The Reversible Jacket Pattern
TL;DR: Reversible Jacket is a useful pattern for developing a web frontend UI and backend API simultaneously, and here’s a demo.
Tools like esbuild and Vite make developing static frontend web applications enjoyable, and there are tons of starter templates out there for them. But if your frontend UI and backend API are being developed together as two tightly-coupled halves of a monolith, how do you structure your project to handle both the development phase and the production phase without tearing your hair out?
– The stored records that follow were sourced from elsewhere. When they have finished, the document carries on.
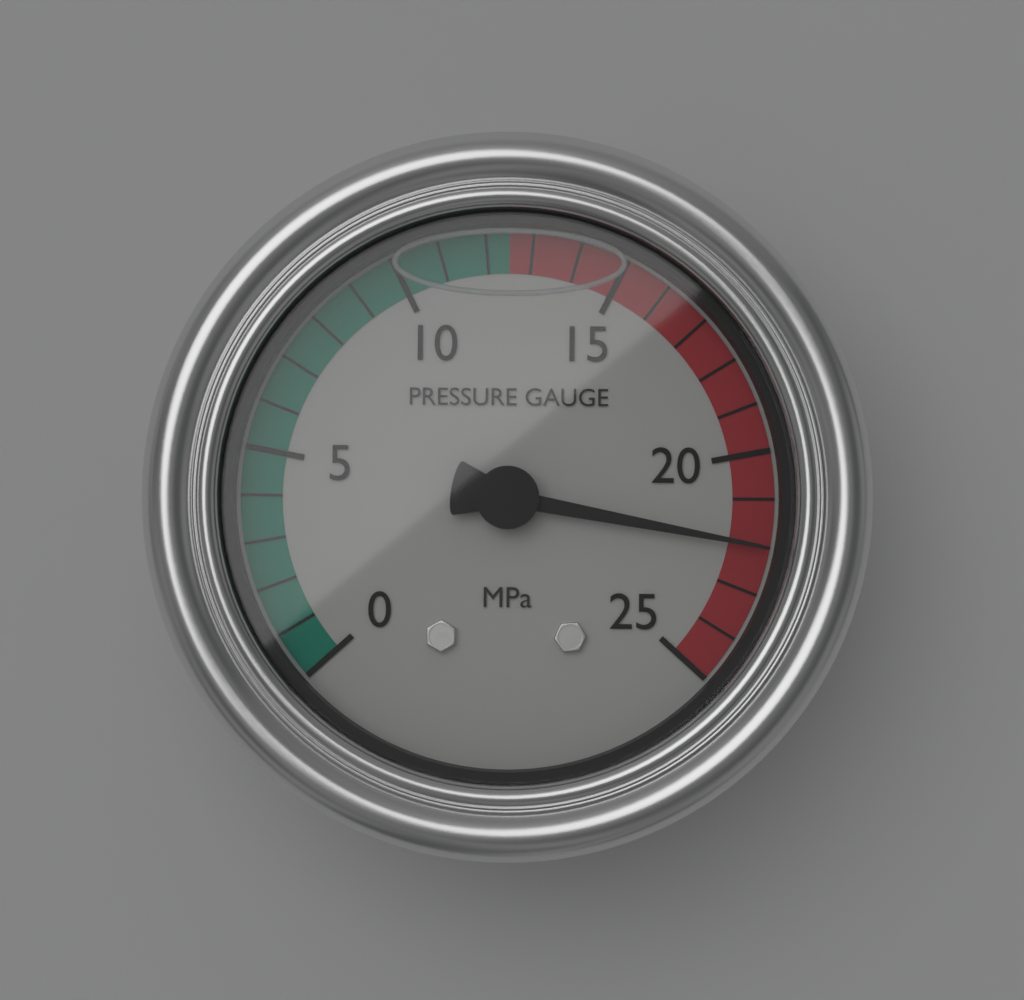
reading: 22 MPa
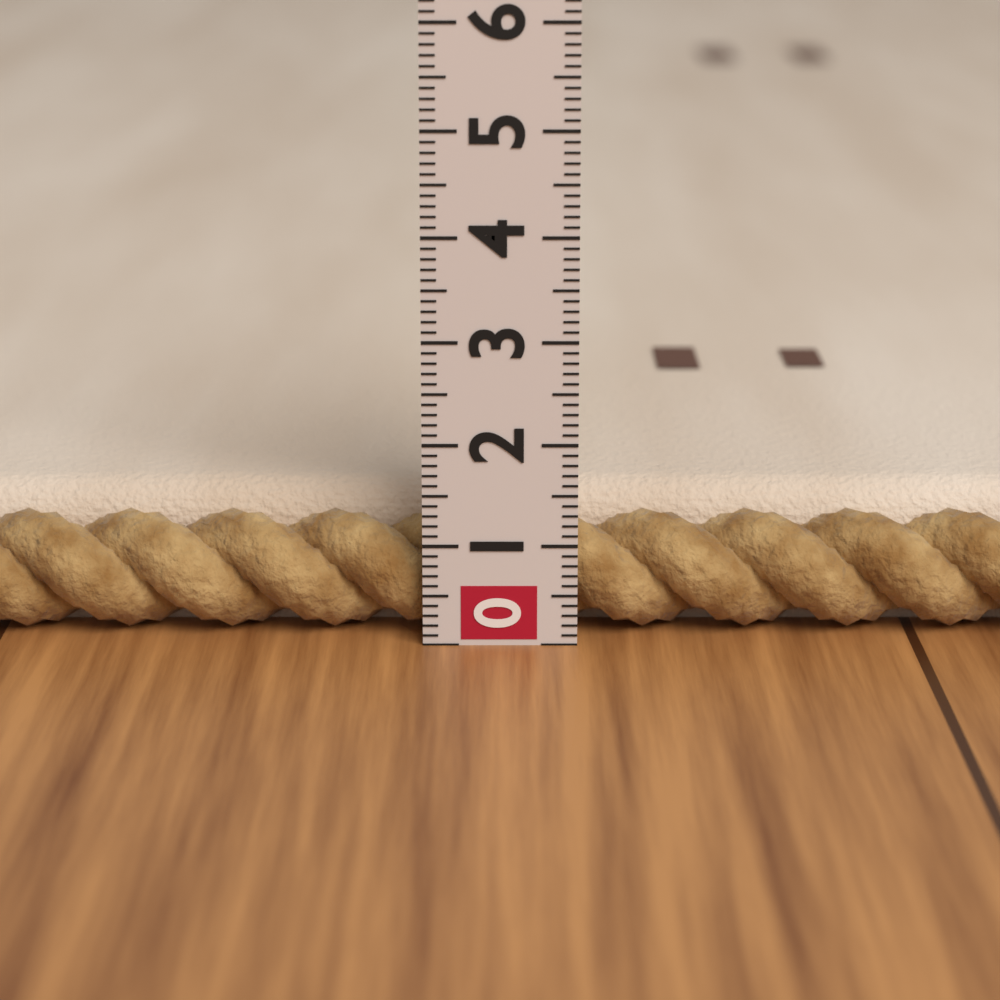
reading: 1.4 (no unit)
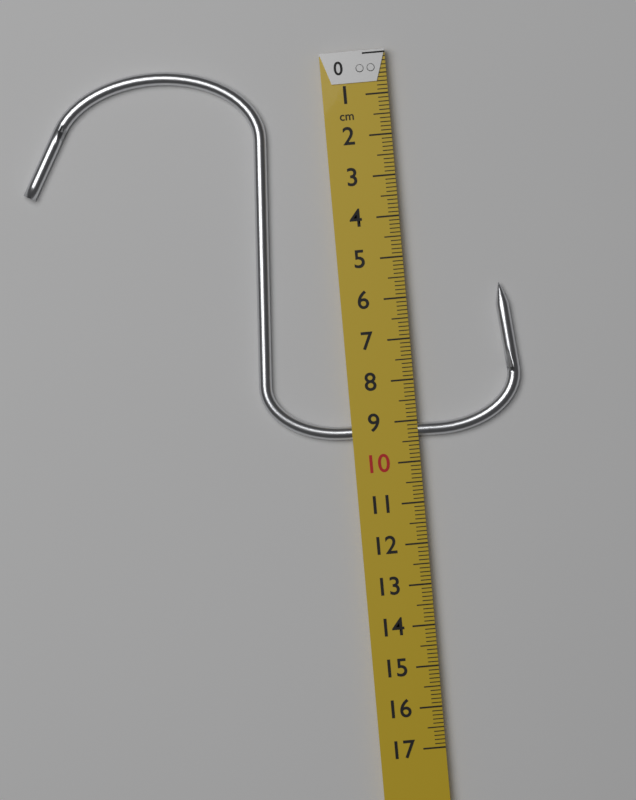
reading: 9.4 cm
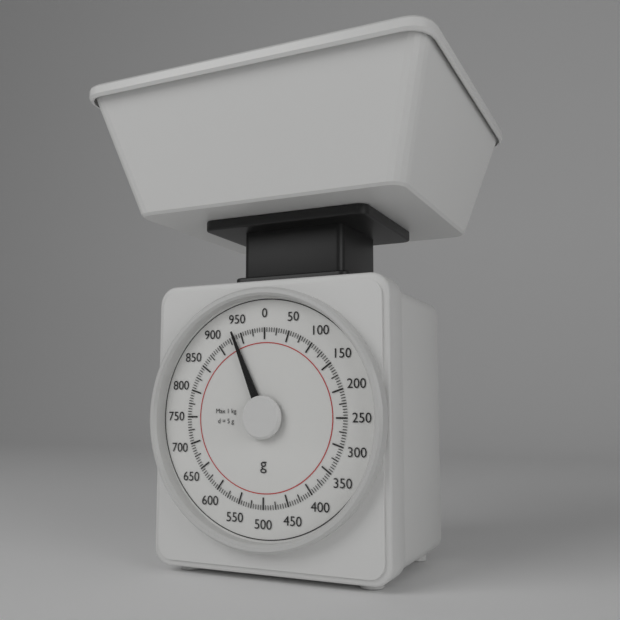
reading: 935 g
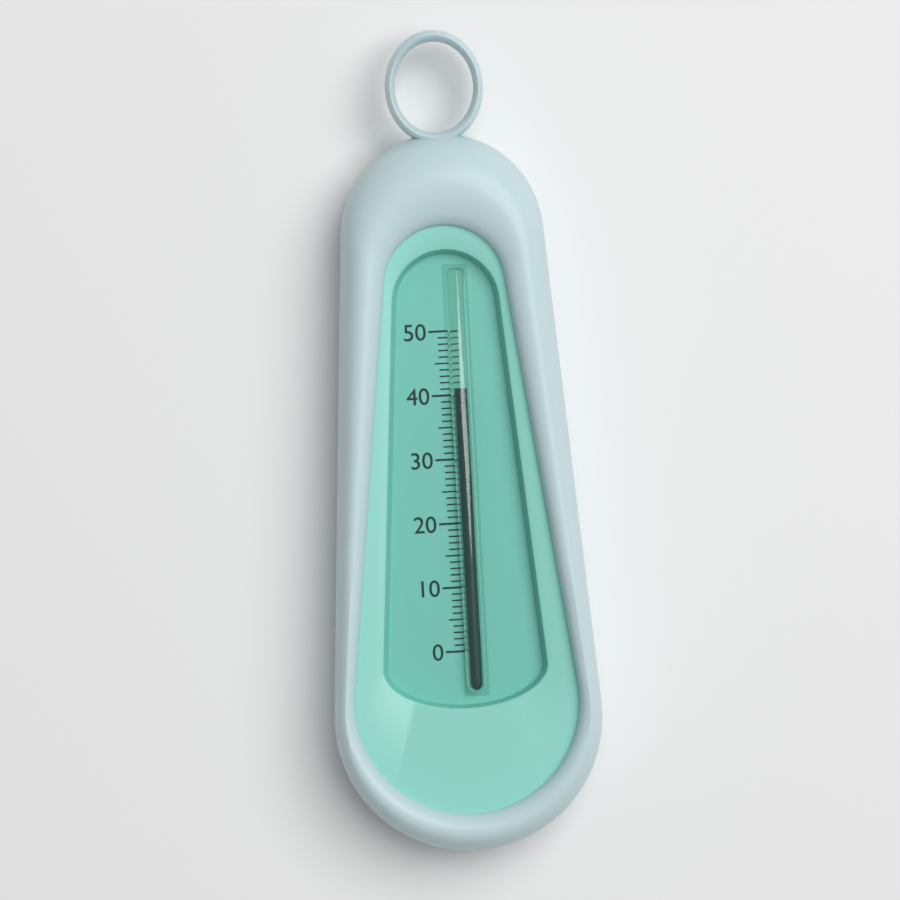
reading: 41 (no unit)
Voilà: the Reversible Jacket. The idea is that the frontend dev server proxies API routes to the backend server during development, while in production the roles are reversed and the backend hosts the frontend’s static assets and the API routes as single-origin app. The README explains why that’s a good thing and how this reference implementation works. This could be useful for anyone making a Jamstack app using the BFF pattern, regardless of their specific tech stack.1 In my experience, a Reversible Jacket codebase is a pleasant and productive workspace once configured.
This is nothing revolutionary. Maybe this pattern is so obvious that nobody bothered to write it down, or it is already named something I’m oblivious to.2 If not, I think that “Reversible Jacket” is descriptive and memorable. Here are some tools I found that solve similar problems:
- The Vercel CLI has a
dev
command so you can test serverless functions locally. - The Netlify CLI has a
dev
command to run a local dev server with Netlify’s proxy and redirect rules, and apparently you can test functions locally too. - Supabase launched edge functions recently, and you can
develop locally using the command
supabase functions serve
. - The Stackery CLI allows for local development.
- The AWS SAM allows you to invoke lambda functions locally with the command
sam local invoke
.
All I’m trying to say is that there seems to be some momentum for this kind of smooth local development experience. Those proprietary tools above might not be much help to a UI/API destined for a platform like Kubernetes, ECS, GCR, Fly.io, Render, etc. We owe it to ourselves and the maintainers that will eventually inherit our codebases to invest in good DX.